Nevertheless, the film is at its best when not trying to rationalise the way-over-complex plot and just mounts one after another setpiece as Darker goes about his judge-and-jury business. Aside from the rooftop chase near the start (cleverly mixing VFX with physical action), another standout is the killing of a politician (She Shiman 佘诗曼, Line Walker: The Movie 使徒行者, 2016) who is more devoted to her dogs than to her own safety. Qiu’s assured direction of such moments maintains interest even when the patchily constructed script threatens to lose it.

Regular editor Zhong Weizhao 钟炜钊 [Azrael Chung] keeps the whole thing to a tight 90-or-so minutes, at a time when two hours or more is rapidly becoming the norm for action fare.

CREDITS

Presented by Sil-Metropole Organisation (HK), iQiyi Motion Pictures (CN), Beijing Wishart Media (CN), Guangdong Sublime Media Group (CN), Beijing New Splendid Entertainment (CN).
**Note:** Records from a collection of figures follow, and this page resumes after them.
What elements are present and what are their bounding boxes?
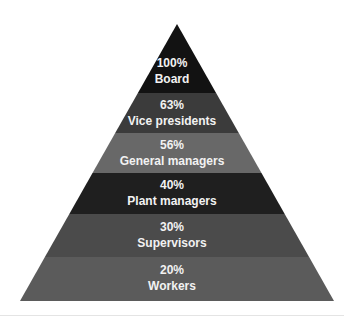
- divider-line: [0, 315, 344, 316]
- level-percent: 63%: [0, 97, 344, 113]
- level-percent: 20%: [0, 262, 344, 278]
- level-percent: 40%: [0, 177, 344, 193]
- level-label: Plant managers: [0, 193, 344, 209]
- level-label: Workers: [0, 278, 344, 294]
- level-label: General managers: [0, 153, 344, 169]
- level-label: Supervisors: [0, 235, 344, 251]
- level-percent: 30%: [0, 219, 344, 235]
- level-percent: 100%: [0, 55, 344, 71]
- level-label: Vice presidents: [0, 113, 344, 129]
- level-percent: 56%: [0, 137, 344, 153]
- level-label: Board: [0, 71, 344, 87]
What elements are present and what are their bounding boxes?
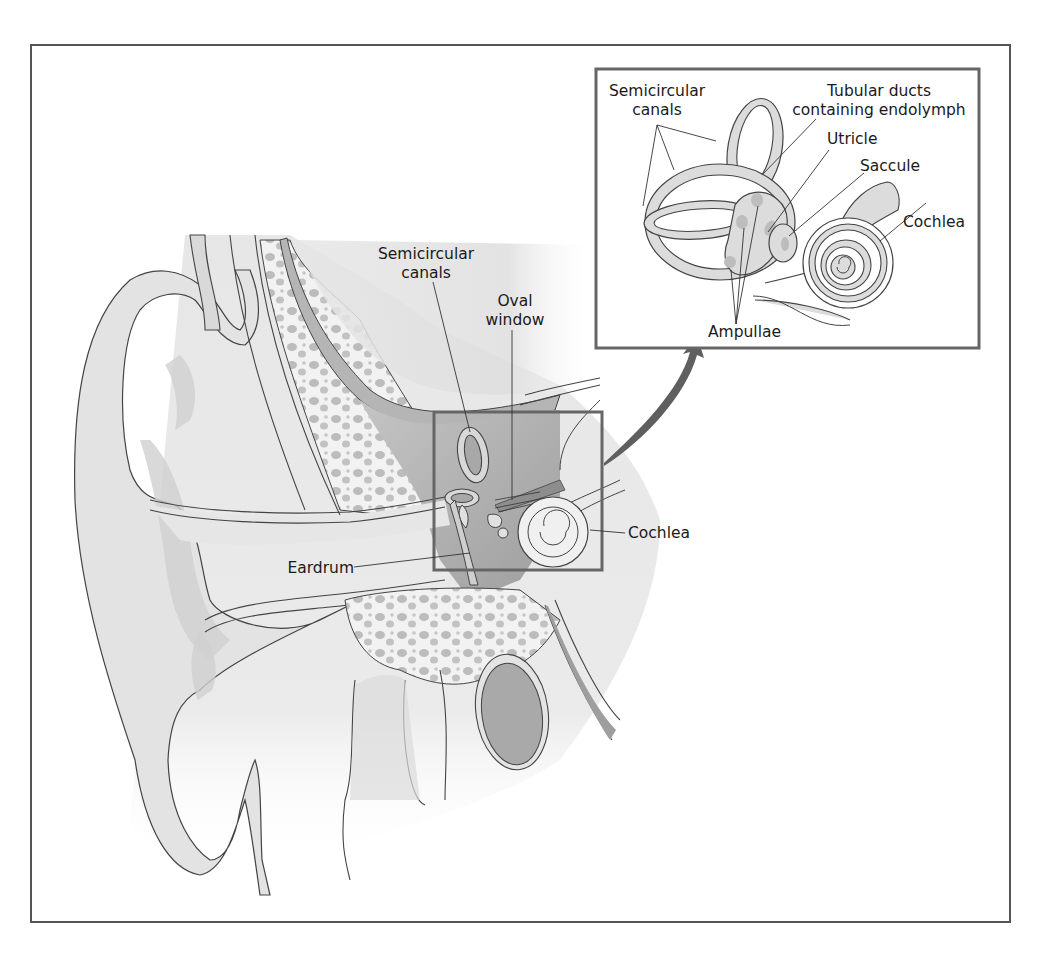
inset-label-saccule: Saccule [860, 157, 920, 176]
label-line: canals [371, 264, 481, 283]
label-line: Oval [480, 292, 550, 311]
inset-label-semicircular-canals: Semicircular canals [602, 82, 712, 120]
label-line: Semicircular [602, 82, 712, 101]
inset-label-tubular-ducts: Tubular ducts containing endolymph [784, 82, 974, 120]
label-line: window [480, 311, 550, 330]
inset-label-utricle: Utricle [827, 130, 877, 149]
label-line: containing endolymph [784, 101, 974, 120]
label-eardrum: Eardrum [274, 559, 354, 578]
label-line: Semicircular [371, 245, 481, 264]
inset-cochlea [803, 218, 893, 308]
ear-anatomy-figure: Semicircular canals Oval window Cochlea … [0, 0, 1038, 958]
label-line: canals [602, 101, 712, 120]
label-cochlea: Cochlea [628, 524, 690, 543]
label-semicircular-canals: Semicircular canals [371, 245, 481, 283]
label-line: Tubular ducts [784, 82, 974, 101]
ear-diagram-svg [0, 0, 1038, 958]
inset-label-cochlea: Cochlea [903, 213, 965, 232]
label-oval-window: Oval window [480, 292, 550, 330]
inset-label-ampullae: Ampullae [708, 323, 781, 342]
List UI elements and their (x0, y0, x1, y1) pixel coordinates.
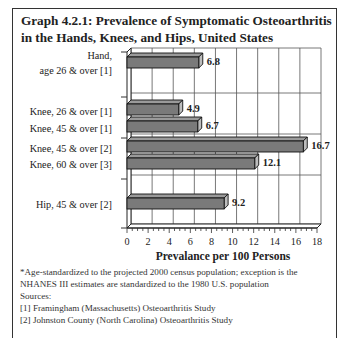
x-tick-label: 10 (225, 236, 241, 247)
x-tick-label: 8 (203, 236, 219, 247)
footnotes: *Age-standardized to the projected 2000 … (20, 266, 338, 326)
source-2: [2] Johnston County (North Carolina) Ost… (20, 314, 338, 326)
category-label: Knee, 60 & over [3] (30, 158, 112, 171)
x-axis-label: Prevalance per 100 Persons (128, 250, 318, 262)
x-tick-label: 16 (288, 236, 304, 247)
category-label: Hip, 45 & over [2] (36, 198, 112, 211)
x-tick-label: 2 (140, 236, 156, 247)
svg-text:12.1: 12.1 (263, 157, 281, 168)
svg-text:6.7: 6.7 (206, 120, 219, 131)
category-label: Knee, 45 & over [2] (30, 142, 112, 155)
svg-text:16.7: 16.7 (311, 140, 329, 151)
source-1: [1] Framingham (Massachusetts) Osteoarth… (20, 302, 338, 314)
svg-text:9.2: 9.2 (232, 197, 245, 208)
sources-label: Sources: (20, 290, 338, 302)
x-tick-label: 4 (161, 236, 177, 247)
category-label: Knee, 26 & over [1] (30, 105, 112, 118)
category-label: age 26 & over [1] (40, 64, 112, 77)
footnote-nhanes: NHANES III estimates are standardized to… (20, 278, 338, 290)
x-tick-label: 14 (267, 236, 283, 247)
svg-text:4.9: 4.9 (187, 103, 200, 114)
x-tick-label: 0 (119, 236, 135, 247)
svg-text:6.8: 6.8 (207, 56, 220, 67)
category-label: Hand, (87, 49, 112, 62)
footnote-age-standardized: *Age-standardized to the projected 2000 … (20, 266, 338, 278)
x-tick-label: 18 (309, 236, 325, 247)
x-tick-label: 6 (182, 236, 198, 247)
x-tick-label: 12 (246, 236, 262, 247)
category-label: Knee, 45 & over [1] (30, 122, 112, 135)
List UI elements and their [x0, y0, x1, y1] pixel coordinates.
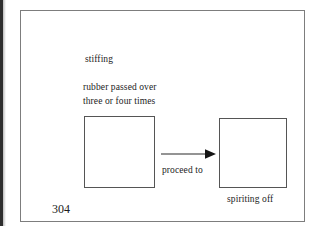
connector-label-proceed-to: proceed to: [162, 164, 203, 176]
source-box: [84, 116, 155, 188]
page-canvas: stiffing rubber passed over three or fou…: [0, 0, 320, 234]
target-box: [219, 118, 287, 188]
target-box-caption: spiriting off: [227, 193, 273, 205]
page-number: 304: [52, 202, 70, 216]
proceed-arrow-icon: [159, 145, 217, 163]
annotation-process-line-1: rubber passed over: [83, 81, 157, 93]
figure-frame: stiffing rubber passed over three or fou…: [20, 10, 305, 222]
arrow-head: [205, 149, 216, 159]
scan-edge-gradient: [3, 0, 6, 226]
annotation-process-line-2: three or four times: [83, 95, 155, 107]
annotation-stiffing: stiffing: [85, 53, 113, 65]
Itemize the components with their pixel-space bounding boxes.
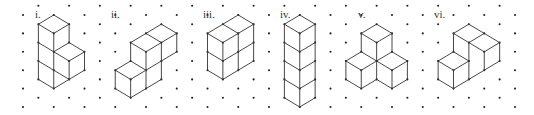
cube-edge [38, 24, 53, 33]
cube-edge [38, 79, 53, 88]
grid-dot [422, 32, 424, 34]
grid-dot [176, 88, 178, 90]
cube-edge [54, 70, 69, 79]
cube-edge [392, 61, 407, 70]
grid-dot [268, 88, 270, 90]
grid-dot [483, 106, 485, 108]
grid-dot [253, 78, 255, 80]
cube-edge [377, 24, 392, 33]
cube-figure-3 [208, 15, 254, 79]
grid-dot [114, 32, 116, 34]
grid-dot [145, 106, 147, 108]
grid-dot [145, 14, 147, 16]
cube-edge [208, 24, 223, 33]
grid-dot [130, 23, 132, 25]
cube-figure-2 [115, 24, 177, 98]
grid-dot [345, 23, 347, 25]
grid-dot [376, 97, 378, 99]
grid-dot [99, 23, 101, 25]
grid-dot [191, 23, 193, 25]
grid-dot [345, 97, 347, 99]
figure-label-i: i. [35, 9, 41, 20]
grid-dot [437, 97, 439, 99]
grid-dot [22, 51, 24, 53]
grid-dot [468, 5, 470, 7]
cube-edge [54, 15, 69, 24]
figure-label-iii: iii. [203, 9, 215, 20]
grid-dot [191, 97, 193, 99]
cube-edge [454, 52, 469, 61]
grid-dot [191, 42, 193, 44]
grid-dot [452, 14, 454, 16]
cube-figure-6 [438, 24, 500, 88]
grid-dot [437, 42, 439, 44]
cube-edge [361, 33, 376, 42]
cube-edge [469, 24, 484, 33]
grid-dot [499, 78, 501, 80]
grid-dot [68, 5, 70, 7]
cube-edge [284, 61, 299, 70]
cube-edge [208, 52, 223, 61]
cube-edge [300, 61, 315, 70]
grid-dot [83, 106, 85, 108]
grid-dot [376, 5, 378, 7]
cube-edge [38, 61, 53, 70]
cube-edge [469, 33, 484, 42]
cube-edge [161, 52, 176, 61]
figure-label-iv: iv. [280, 9, 291, 20]
cube-edge [300, 79, 315, 88]
cube-edge [131, 61, 146, 70]
grid-dot [222, 5, 224, 7]
grid-dot [206, 106, 208, 108]
grid-dot [22, 14, 24, 16]
grid-dot [514, 88, 516, 90]
grid-dot [191, 60, 193, 62]
cube-edge [223, 70, 238, 79]
cube-edge [38, 43, 53, 52]
grid-dot [222, 97, 224, 99]
figure-label-ii: ii. [111, 9, 120, 20]
cube-edge [161, 24, 176, 33]
grid-dot [437, 5, 439, 7]
grid-dot [329, 14, 331, 16]
grid-dot [329, 32, 331, 34]
grid-dot [268, 106, 270, 108]
cube-edge [361, 61, 376, 70]
cube-edge [361, 79, 376, 88]
cube-edge [300, 24, 315, 33]
cube-edge [284, 98, 299, 107]
cube-edge [238, 24, 253, 33]
cube-edge [377, 61, 392, 70]
cube-edge [238, 61, 253, 70]
cube-edge [115, 89, 130, 98]
cube-edge [392, 79, 407, 88]
cube-edge [454, 33, 469, 42]
grid-dot [391, 14, 393, 16]
cube-edge [377, 52, 392, 61]
grid-dot [99, 60, 101, 62]
cube-figure-5 [346, 24, 408, 88]
cube-edge [146, 24, 161, 33]
grid-dot [83, 32, 85, 34]
cube-edge [223, 15, 238, 24]
cube-edge [484, 43, 499, 52]
cube-edge [146, 33, 161, 42]
cube-edge [146, 61, 161, 70]
cube-edge [377, 33, 392, 42]
grid-dot [22, 88, 24, 90]
grid-dot [130, 5, 132, 7]
cube-edge [131, 43, 146, 52]
cube-edge [454, 61, 469, 70]
grid-dot [191, 78, 193, 80]
cube-edge [223, 24, 238, 33]
grid-dot [114, 106, 116, 108]
grid-dot [422, 69, 424, 71]
grid-dot [422, 106, 424, 108]
grid-dot [422, 88, 424, 90]
grid-dot [237, 106, 239, 108]
isometric-dot-paper [0, 0, 534, 115]
grid-dot [68, 97, 70, 99]
grid-dot [514, 32, 516, 34]
grid-dot [99, 97, 101, 99]
cube-edge [223, 52, 238, 61]
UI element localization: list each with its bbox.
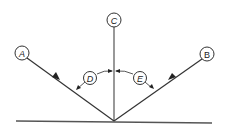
label-a-badge: A — [15, 46, 29, 60]
label-e: E — [137, 74, 144, 84]
reflection-diagram: C A B D E — [0, 0, 231, 129]
label-c: C — [111, 16, 118, 26]
reflected-ray — [114, 59, 202, 121]
label-b-badge: B — [200, 47, 214, 61]
incident-ray — [27, 58, 114, 121]
label-d: D — [87, 74, 94, 84]
label-c-badge: C — [107, 13, 121, 27]
reflecting-surface — [16, 121, 212, 123]
label-a: A — [18, 49, 25, 59]
angle-d-arrow-top-icon — [108, 69, 113, 73]
reflected-ray-arrow-icon — [168, 73, 176, 80]
label-e-badge: E — [134, 72, 147, 85]
label-b: B — [204, 50, 210, 60]
label-d-badge: D — [84, 72, 97, 85]
angle-e-arrow-bottom-icon — [149, 84, 154, 89]
angle-e-arrow-top-icon — [115, 69, 120, 73]
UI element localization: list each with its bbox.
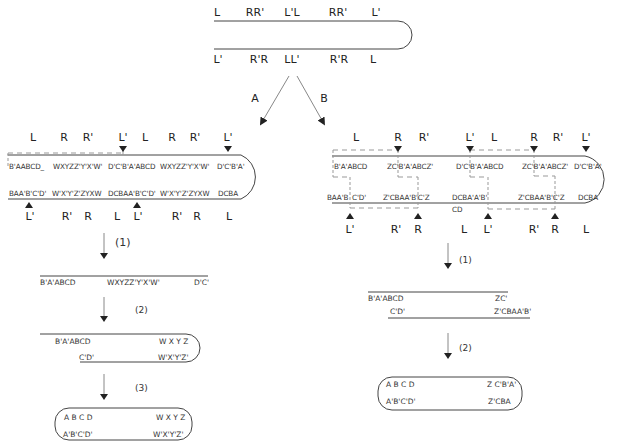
panel-a-upper-seq: D'C'B'A'ABCD [108, 163, 155, 170]
panel-b-lower-seq: DCBA'A'B' [452, 194, 487, 201]
panel-a-upper-seq: WXYZZ'Y'X'W' [160, 163, 209, 170]
panel-b-lower-seq: C'D' [352, 194, 366, 201]
panel-b-lower-label: L [583, 224, 589, 235]
panel-a-step3-top-right: W X Y Z [156, 414, 185, 422]
marker-down-1 [119, 146, 127, 152]
panel-b-upper-label: R [394, 132, 402, 143]
top-upper-label: RR' [246, 7, 264, 18]
top-lower-label: L' [213, 54, 222, 65]
panel-b-upper-label: R' [419, 132, 430, 143]
panel-b-lower-seq: DCBA [578, 194, 598, 201]
panel-a-upper-label: R' [190, 132, 201, 143]
top-lower-label: R'R [330, 54, 348, 65]
marker-up-1 [25, 202, 33, 208]
panel-a-upper-label: R' [83, 132, 94, 143]
panel-a-lower-label: L [226, 211, 232, 222]
panel-a-step1-label: (1) [115, 237, 131, 248]
panel-b-upper-seq: ZC'B'A'ABCZ' [522, 163, 568, 170]
diagram-lines [0, 0, 618, 447]
branch-a-arrow [262, 76, 289, 122]
panel-a-lower-label: L' [25, 211, 34, 222]
top-upper-label: L'L [284, 7, 299, 18]
panel-a-lower-seq: DCBA [218, 190, 238, 197]
panel-a-lower-seq: BAA'B'C'D' [9, 190, 46, 197]
panel-b-lower-label: R [414, 224, 422, 235]
panel-a-step1-seq: D'C' [194, 279, 209, 287]
panel-b-upper-label: R [530, 132, 538, 143]
panel-b-lower-label: L' [345, 224, 354, 235]
panel-a-upper-label: R [60, 132, 68, 143]
branch-b-label: B [320, 93, 328, 104]
panel-b-lower-extra: CD [452, 206, 462, 213]
panel-a-step2-bottom-right: W'X'Y'Z' [158, 354, 189, 362]
marker-up-2 [133, 202, 141, 208]
panel-b-step1-label: (1) [459, 256, 472, 265]
top-lower-label: L [370, 54, 376, 65]
panel-b-lower-label: R' [529, 224, 540, 235]
panel-a-step3-label: (3) [135, 384, 148, 393]
panel-a-lower-label: L [114, 211, 120, 222]
marker-down-2 [224, 146, 232, 152]
panel-a-upper-label: L [142, 132, 148, 143]
panel-b-lower-label: R [551, 224, 559, 235]
branch-b-arrow [297, 76, 323, 122]
panel-a-lower-label: R [193, 211, 201, 222]
panel-a-step1-seq: B'A'ABCD [40, 279, 76, 287]
panel-b-lower-label: L' [483, 224, 492, 235]
top-upper-label: RR' [329, 7, 347, 18]
panel-a-lower-label: L' [133, 211, 142, 222]
panel-a-upper-label: L' [223, 132, 232, 143]
top-upper-label: L [214, 7, 220, 18]
panel-b-upper-seq: D'C'B'A' [574, 163, 602, 170]
top-lower-label: R'R [250, 54, 268, 65]
panel-b-upper-seq: B'A'ABCD [334, 163, 367, 170]
panel-b-upper-seq: ZC'B'A'ABCZ' [387, 163, 433, 170]
panel-b-step2-bottom-right: Z'CBA [488, 398, 511, 406]
panel-b-step1-bottom-right: Z'CBAA'B' [494, 308, 531, 316]
panel-a-lower-seq: DCBAA'B'C'D' [108, 190, 156, 197]
panel-b-upper-label: L' [465, 132, 474, 143]
panel-a-upper-seq: WXYZZ'Y'X'W' [53, 163, 102, 170]
panel-a-step1-seq: WXYZZ'Y'X'W' [107, 279, 160, 287]
panel-b-lower-label: R' [391, 224, 402, 235]
panel-b-lower-label: L [461, 224, 467, 235]
panel-a-upper-seq: B'AABCD_ [9, 163, 44, 170]
panel-b-step2-top-right: Z C'B'A' [487, 381, 516, 389]
panel-a-step3-top-left: A B C D [64, 414, 92, 422]
panel-a-step2-label: (2) [135, 306, 148, 315]
panel-a-step2-bottom-left: C'D' [79, 354, 94, 362]
panel-a-step3-bottom-right: W'X'Y'Z' [153, 431, 184, 439]
panel-a-lower-label: R' [62, 211, 73, 222]
panel-b-upper-seq: D'C'B'A'ABCD [456, 163, 503, 170]
panel-a-lower-seq: W'X'Y'Z'ZYXW [52, 190, 101, 197]
branch-a-label: A [251, 93, 259, 104]
panel-b-step2-bottom-left: A'B'C'D' [386, 398, 416, 406]
panel-b-lower-seq: BAA'B [327, 194, 348, 201]
panel-a-upper-seq: D'C'B'A' [217, 163, 245, 170]
panel-b-upper-label: R' [553, 132, 564, 143]
panel-b-step2-top-left: A B C D [386, 381, 414, 389]
panel-b-step1-top-right: ZC' [495, 295, 507, 303]
panel-a-lower-seq: W'X'Y'Z'ZYXW [160, 190, 209, 197]
panel-a-upper-label: L' [118, 132, 127, 143]
panel-a-lower-label: R [84, 211, 92, 222]
top-lower-label: LL' [284, 54, 299, 65]
panel-b-lower-seq: Z'CBAA'B'C'Z [383, 194, 429, 201]
top-upper-label: L' [371, 7, 380, 18]
panel-b-upper-label: L' [581, 132, 590, 143]
panel-a-upper-label: L [30, 132, 36, 143]
panel-b-upper-label: L [491, 132, 497, 143]
panel-b-upper-label: L [353, 132, 359, 143]
top-hairpin [214, 21, 412, 49]
panel-a-lower-label: R' [172, 211, 183, 222]
panel-b-lower-seq: Z'CBAA'B'C'Z [518, 194, 564, 201]
panel-a-upper-label: R [168, 132, 176, 143]
panel-a-step2-top-right: W X Y Z [159, 338, 188, 346]
panel-a-step2-top-left: B'A'ABCD [55, 338, 91, 346]
panel-b-step1-bottom-left: C'D' [390, 308, 405, 316]
panel-b-step2-label: (2) [459, 344, 472, 353]
panel-b-step1-top-left: B'A'ABCD [368, 295, 404, 303]
panel-a-step3-bottom-left: A'B'C'D' [63, 431, 93, 439]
Script: Shen Xiran. Novel: Zhou Haohui. Photography: Ni Wenxian, Xiao Qinghua. Editing: Zhong Weizhao [Azrael Chung]. Music: Mai Zhenhong [Brother Hung]. Art direction: Yu Xinghua. Costume design: Chen Yunwen. Sound: Nie Jirong, Ye Zhaoji. Action: Huang Weiliang [Jack Wong]. Car stunts: Wu Haitang. Visual effects: Chen Zhidao.

Cast: Wu Zhenyu [Francis Ng] (Han Hao, chief superintendent), Gu Tianle [Louis Koo] (Huang Shaoping), Zhang Zhilin [Julian Cheung] (Luo Fei), Hu Xing’er (Meng Yun, senior inspector), Zhou Xiuna [Chrissie Chau] (Liang Yin, senior inspector, forensics), Lv Liangwei [Ray Lui] (Deng Hua), Ren Dahua [Simon Yam] (Zeng Zhuoqi, deputy police commissioner), She Shiman (Han Shaohong), Jiang Haowen [Philip Keung] (Yin Zhao), Luo Lan (old woman in Caixiangwei [Choi Heng Wai]), Chen Guokun (Yuan Zhibang), Li Zixiong [Waise Lee] (Zheng Haoming), Wu Yijiang (Peng Guangfu, gangster), Luo Guanlan (orphanage director), Cai Hanyi (Yin Jian, Han Hao’s assistant), Lu Yong (Zeng Rihua, techie), Hong Tianming (Nengyuan, police team member), Huang Debin [Kenny Wong] (Long, Deng Hua’s assistant), Zhao Yonghong (Liu Song), Zhou Jiayi (Bai Feifei, Meng Yun’s best friend), Zhang Guoqiang (coroner’s inquest officer), Shao Zhongheng (Xue Dalin, deputy police commissioner, 2009), Zhang Jiansheng (Sun Chunfeng), Zhang Songzhi (Chen Zhuowei), He Huachao (Zhou Ming, Peng Guangfu’s associate), Lin Yanling (newscaster).

Release: Hong Kong 18 Aug 2023; China, 18 Aug 2023.